A Bureau of Prisons spokesperson reportedly issued a statement in October 2022 confirming that it was “in the process of introducing the Keefe Score 7c tablet into federal institutions, offering it for sale through the commissaries at a cost of $118.” Initially, the bureau said, the tablets could only be used for music downloads and movie rentals on a pay-per-download model. Keefe, though, said on its website that purchasers will be able to use the tablet to communicate “with loved ones using fee-based text, photo, and video-gram messaging.”
Yet, in our reporting we got in contact with nearly 30 federal prisons and didn’t find a single facility that allowed messaging or phone calls on the Keefe Score 7c tablets.
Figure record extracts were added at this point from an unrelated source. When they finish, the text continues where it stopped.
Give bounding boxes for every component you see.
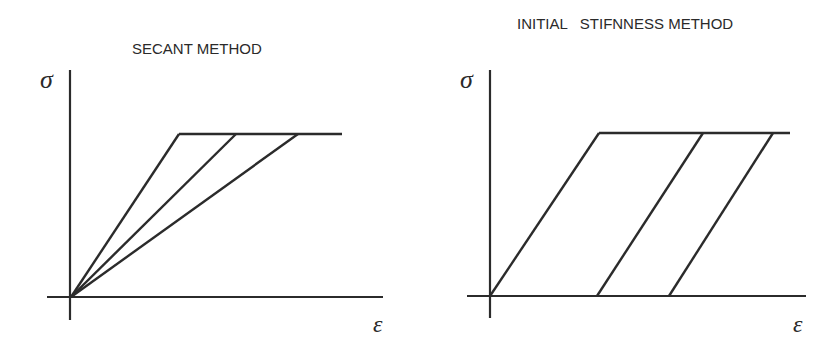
initial-stiffness-line-1 bbox=[490, 133, 599, 296]
secant-line-3 bbox=[71, 134, 298, 297]
secant-line-1 bbox=[71, 134, 179, 297]
initial-stiffness-line-3 bbox=[669, 133, 773, 296]
secant-line-2 bbox=[71, 134, 236, 297]
initial-stiffness-line-2 bbox=[597, 133, 703, 296]
figure: SECANT METHOD INITIAL STIFNNESS METHOD σ… bbox=[0, 0, 837, 350]
stress-strain-plots bbox=[0, 0, 837, 350]
initial-stiffness-method-plot bbox=[467, 70, 806, 318]
secant-method-plot bbox=[47, 70, 383, 320]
We also spoke with more than a hundred federally incarcerated people and their loved ones and couldn’t find a single incarcerated person able to use the phone call, video chat, or messaging functions on their Keefe SCORE 7c tablets.
Several incarcerated folks told WIRED they wouldn’t have purchased the Keefe SCORE 7c tablet had they known the messaging functions would be disabled.
At the average rate of $0.62 per hour, a prisoner could make enough to buy a tablet in as little as five weeks, assuming they didn’t buy toothpaste, shampoo, or any other commissary items for that period. After all that, they find out they were defrauded with no way to return it.